-|- "I HAVE WITHIN ME THE ENTIRE AGE OF IMAGE" -|-
Watch digital native, Warhol, watch us watch him shatter the screen that mediates modern life. Through a dizzying collage of texts, chats, lyrics, and code, Warhol confronts the all-consuming influence of technology on art, love, and identity. From frenzied online hookups to zoom calls, from soulless corporate consultancy to impending climate catastrophe, Warhol searches for his lost love, Bea, within every image on his phone. As he endures the blurred lines between digital and physical reality, he questions the very nature of authenticity and human connection.
Incisive, audacious, and darkly funny, A Phone of the Artist as a Young Man is a searing critique of our hyperconnected world, a literary hand grenade lobbed into the heart of the digital dystopia we've built for ourselves. With his electrifying debut novel, Pierce Day announces himself as a bold new voice in modern literature, one that fearlessly probes the depths of our digitally defined lives and challenges us to imagine a future beyond the infinite scroll.
Part punk manifesto, part modernist love story, this book is a must-read for anyone who's ever stared into the black mirror of their phone screen and wondered what it means to be human in an age of ones and zeros.
Travis Diehl has written a review as part of a wider piece on "iPhone Modernism" for Spike Magazine (link below). KEY QUOTE: "A Phone’s excellently elliptical narrator lets you imagine yourself in the role of user. It has the antique tang of abandon, all balls and blood exposed, displaying a void you want to fill with the compound sorrow of every miscommunication ever missed. The affect of the Phone is revealed as a cracked modernist thrust. You approach it with commands, but it’s a black mirror, and it gives you loss."
Ella Stening (@esteningxo ) has written a three-part review of A Phone of the Artist as a Young Man published on Substack (link below). KEY QUOTE: "New manifestos, AI fascist speech, techno-death and polyglot propaganda melting together like battery acid and bodily fluids"
Scott Manley-Hadley has published a four part review on his blog Triumph of the Now (link below). KEY QUOTE: "I would have sold my dirty soul to write this book"

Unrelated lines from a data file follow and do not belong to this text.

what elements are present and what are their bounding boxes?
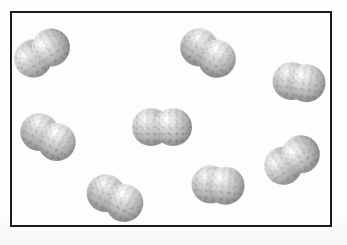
diatomic-bond-pair bbox=[12, 21, 77, 84]
diatomic-bond-pair bbox=[173, 21, 243, 85]
gas-particle-field bbox=[12, 13, 330, 225]
diatomic-bond-pair bbox=[270, 59, 328, 104]
diatomic-bond-pair bbox=[80, 167, 150, 225]
gas-container-box bbox=[10, 11, 332, 227]
molecular-diagram-figure bbox=[0, 0, 347, 245]
atom-sphere bbox=[154, 108, 192, 146]
diatomic-bond-pair bbox=[257, 128, 327, 192]
diatomic-bond-pair bbox=[190, 164, 246, 206]
diatomic-bond-pair bbox=[13, 106, 82, 168]
diatomic-bond-pair bbox=[132, 108, 192, 146]
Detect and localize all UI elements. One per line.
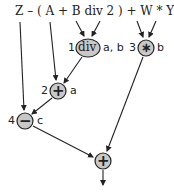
sub-order-label: 4 [8, 114, 15, 127]
edge-sub-to-add2 [33, 126, 93, 157]
div-result-label: a, b [103, 41, 124, 54]
edge-2-to-div [92, 21, 100, 36]
mul-order-label: 3 [129, 41, 136, 54]
edge-z-to-sub [20, 22, 24, 110]
edge-add1-to-sub [32, 98, 52, 114]
add1-result-label: a [70, 84, 77, 97]
sub-result-label: c [37, 114, 43, 127]
edge-w-to-mul [137, 21, 143, 37]
edge-a-to-add1 [50, 22, 56, 80]
edge-y-to-mul [149, 21, 156, 37]
add1-operator: + [52, 82, 65, 100]
add1-order-label: 2 [41, 84, 48, 97]
edge-b-to-div [76, 21, 84, 36]
div-operator: div [78, 40, 96, 54]
mul-result-label: b [157, 41, 164, 54]
div-order-label: 1 [68, 41, 75, 54]
edge-mul-to-add2 [107, 57, 143, 151]
add2-operator: + [97, 152, 110, 170]
mul-operator: ∗ [141, 40, 152, 55]
expression-tree [0, 0, 174, 193]
edge-div-to-add1 [64, 57, 82, 83]
sub-operator: − [19, 112, 32, 130]
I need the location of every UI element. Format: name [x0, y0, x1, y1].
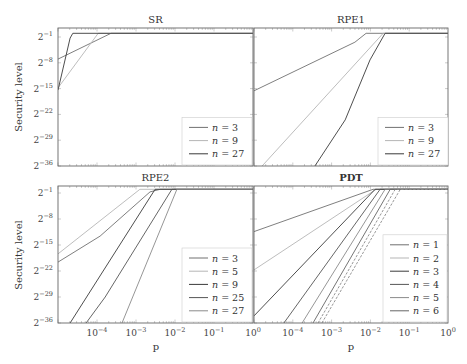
legend: n = 3n = 9n = 27: [378, 117, 448, 165]
series-line-n1: [254, 189, 448, 231]
y-tick-label: 2−29: [34, 133, 53, 145]
x-axis-label-left: p: [153, 341, 159, 352]
y-tick-label: 2−36: [34, 316, 53, 328]
legend: n = 3n = 5n = 9n = 25n = 27: [182, 248, 252, 322]
x-tick-label: 10−3: [321, 326, 342, 338]
legend-label: n = 27: [212, 305, 244, 316]
series-line-n3: [254, 33, 448, 91]
y-tick-label: 2−8: [38, 212, 53, 224]
legend-label: n = 9: [408, 135, 434, 146]
y-tick-label: 2−36: [34, 159, 53, 171]
panel-pdt: PDT10−410−310−210−1100n = 1n = 2n = 3n =…: [254, 172, 456, 338]
x-axis-label-right: p: [348, 341, 354, 352]
panel-title: PDT: [339, 172, 363, 183]
series-line-n9: [58, 33, 253, 88]
x-tick-label: 100: [245, 326, 261, 338]
x-tick-label: 10−3: [125, 326, 146, 338]
x-tick-label: 10−1: [203, 326, 224, 338]
legend-label: n = 1: [413, 239, 439, 250]
y-tick-label: 2−15: [34, 82, 53, 94]
svg-text:Security level: Security level: [13, 220, 24, 290]
x-tick-label: 10−4: [86, 326, 107, 338]
y-tick-label: 2−15: [34, 238, 53, 250]
legend-label: n = 5: [212, 266, 238, 277]
svg-text:Security level: Security level: [13, 62, 24, 132]
x-tick-label: 10−1: [399, 326, 420, 338]
legend-label: n = 3: [212, 122, 238, 133]
y-tick-label: 2−29: [34, 290, 53, 302]
legend-label: n = 27: [212, 148, 244, 159]
series-line-n3: [58, 33, 253, 59]
y-tick-label: 2−1: [38, 186, 53, 198]
series-group: [58, 33, 253, 90]
legend-label: n = 5: [413, 292, 439, 303]
y-tick-label: 2−8: [38, 56, 53, 68]
legend: n = 3n = 9n = 27: [182, 117, 252, 165]
legend-label: n = 3: [212, 253, 238, 264]
legend-label: n = 25: [212, 292, 244, 303]
series-line-n27: [58, 33, 253, 90]
y-axis-label-top: Security level: [13, 62, 24, 132]
legend-label: n = 4: [413, 279, 439, 290]
panel-title: RPE1: [337, 14, 365, 25]
panel-title: RPE2: [142, 172, 170, 183]
x-tick-label: 10−4: [282, 326, 303, 338]
x-tick-label: 100: [440, 326, 456, 338]
x-tick-label: 10−2: [164, 326, 185, 338]
legend-label: n = 9: [212, 279, 238, 290]
y-tick-label: 2−22: [34, 107, 53, 119]
legend-label: n = 3: [408, 122, 434, 133]
panel-rpe2: RPE22−12−82−152−222−292−3610−410−310−210…: [34, 172, 261, 338]
legend-label: n = 6: [413, 305, 439, 316]
legend-label: n = 27: [408, 148, 440, 159]
y-tick-label: 2−22: [34, 264, 53, 276]
figure: Security level Security level p p SR2−12…: [0, 0, 467, 364]
legend: n = 1n = 2n = 3n = 4n = 5n = 6: [383, 235, 447, 322]
panel-sr: SR2−12−82−152−222−292−36n = 3n = 9n = 27: [34, 14, 253, 171]
y-tick-label: 2−1: [38, 30, 53, 42]
panel-title: SR: [148, 14, 163, 25]
y-axis-label-bottom: Security level: [13, 220, 24, 290]
legend-label: n = 9: [212, 135, 238, 146]
panel-rpe1: RPE1n = 3n = 9n = 27: [254, 14, 448, 166]
x-tick-label: 10−2: [360, 326, 381, 338]
legend-label: n = 3: [413, 266, 439, 277]
legend-label: n = 2: [413, 253, 439, 264]
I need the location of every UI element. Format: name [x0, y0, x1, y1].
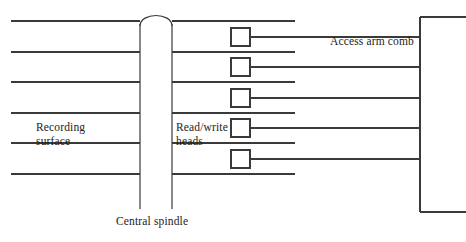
read-write-head-boxes: [231, 28, 250, 168]
recording-surfaces-left: [11, 21, 140, 174]
read-write-head-box-2: [231, 58, 250, 76]
read-write-head-box-4: [231, 119, 250, 137]
spindle-dome-icon: [140, 16, 172, 27]
central-spindle-shape: [140, 16, 172, 210]
read-write-head-box-3: [231, 89, 250, 107]
access-arms: [250, 37, 420, 159]
disk-drive-diagram: Recording surface Read/write heads Acces…: [0, 0, 466, 242]
label-read-write-heads: Read/write heads: [176, 121, 228, 148]
access-arm-comb-bracket: [420, 17, 466, 212]
label-recording-surface: Recording surface: [36, 121, 85, 148]
label-central-spindle: Central spindle: [116, 215, 188, 229]
label-access-arm-comb: Access arm comb: [330, 35, 414, 49]
read-write-head-box-5: [231, 150, 250, 168]
read-write-head-box-1: [231, 28, 250, 46]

For those based in Wellington, the book can be purchased from Undercurrent Books at 118 Tory St. This was the site of the book's launch. In buying from a book store you help preserve a place where all are welcome to attend.
Pierce Day (b. 1999, Te Whanganui-a-Tara | Wellington; lives and works in Dublin, Republic of Ireland) is an artist and writer whose work explores value as both a system and a fiction: how technologies of exchange, language, and governance shape human and non-human futures. Trained in law and philosophy, his practice moves between research, writing, digital media, and painting.
ISBN: 978-0-473-73035-2 Publisher: Screenshot Books Publication Date: 7 December 2024 Final Edit Date: 6 November 2024 Pages: 369 Size (w x h x spine): 152 x 229 x 240 mm RRP: 35.00 NZD Format: Digital / Paperback Category: Art / Technology / Fiction Language: English+
A Phone of the Artist as a Young Man is a dizzying descent into digital madness, where one man's screen addiction and artistic ambitions collide in a genre-bending exploration of love, technology, and the disintegration of the modern mind. It's the first ever long-form screenshot.